Unrealistic Programme Structure
- The two-year MPH programme tries to cover a wide range of topics—epidemiology, health policy, behavioural science, health economics, and operational research—within a limited timeframe.
- This compressed format often results in superficial coverage, especially with thesis requirements and field postings.
- The programme might need to be restructured to include modular training with flexible entry and exit points.
Need for a National Overhaul
- Coherent and standardised public health education is essential to produce professionals capable of addressing the diverse public health challenges in India.
- The MPH programme must be made more interdisciplinary, practical, and aligned with the current needs of the public health sector.
Systemic Invisibility of MPH Graduates in India
Lack of Structured Public Health Cadre
- Despite their training, MPH graduates remain largely invisible within India’s public health system.

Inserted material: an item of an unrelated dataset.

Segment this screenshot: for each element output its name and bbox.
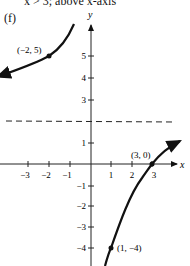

- Most States lack a structured public health cadre that formally recognises and employs these professionals.
- This is a missed opportunity, especially given the National Health Policy 2017, which envisions a skilled public health workforce.
Underemployment of MPH Graduates
- Many MPH holders end up in: Short-term projects, NGOs, Data-entry or clerical roles in government health departments
- These roles do not leverage their technical expertise, nor do they provide a long-term career trajectory.
National Implications
- The absence of a robust public health workforce has serious consequences:
- India’s response to antimicrobial resistance, climate-driven health threats, and future pandemics remains reactionary.
- Without qualified public health experts, evidence-based planning and resilience in the system remain weak.
Way Forward
- Public health must be treated with the same strategic importance as national security—as a field requiring continuous investment and foresight.
- India must begin by revamping the public health education system, which includes:
- A nationally coordinated MPH curriculum with:
- Minimum national standards
- Flexibility for regional adaptation
- Training professionals to:
- Interpret and use epidemiological data
- Conduct health technology assessments
- Lead disease surveillance units
- Advise on environmental and occupational health risks
- Call to Action: A system-wide transformation is needed
- Recognise and institutionalise public health roles within government frameworks.
- Align MPH training with current and future public health demands.
- Create career pathways and incentives for skilled public health professionals.
Mains Question (250 words):
“Discuss the challenges facing public health education in India and evaluate how systemic fragmentation in training and governance impacts the country’s preparedness for emerging health threats.”